- DATA SUPPLIED:
=== Begin Enclosure ===
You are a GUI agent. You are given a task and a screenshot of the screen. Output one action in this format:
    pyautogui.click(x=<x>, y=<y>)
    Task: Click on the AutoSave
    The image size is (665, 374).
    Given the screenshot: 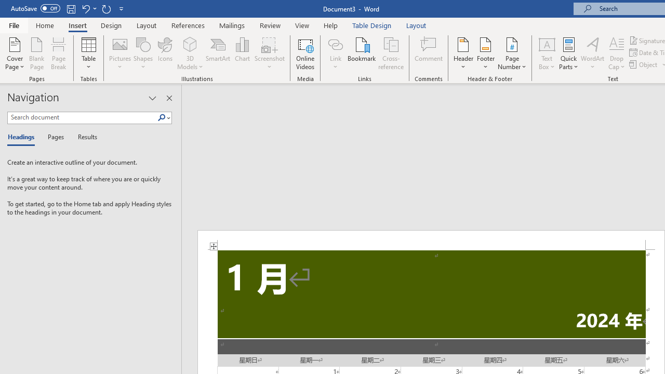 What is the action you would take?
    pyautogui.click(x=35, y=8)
=== End Enclosure ===
=== Begin Enclosure ===
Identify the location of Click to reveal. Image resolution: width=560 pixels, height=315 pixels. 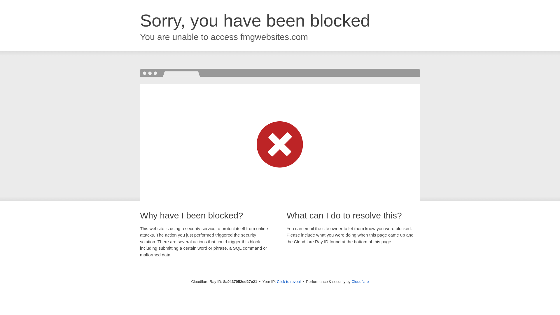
=== End Enclosure ===
- WHAT YOU WILL DO: Output exactly the lines of the material above from the one containing "You are a GUI" up to and including the one containing "The image size is (665, 374).".

- EXERCISE ANSWER:
You are a GUI agent. You are given a task and a screenshot of the screen. Output one action in this format:
    pyautogui.click(x=<x>, y=<y>)
    Task: Click on the AutoSave
    The image size is (665, 374).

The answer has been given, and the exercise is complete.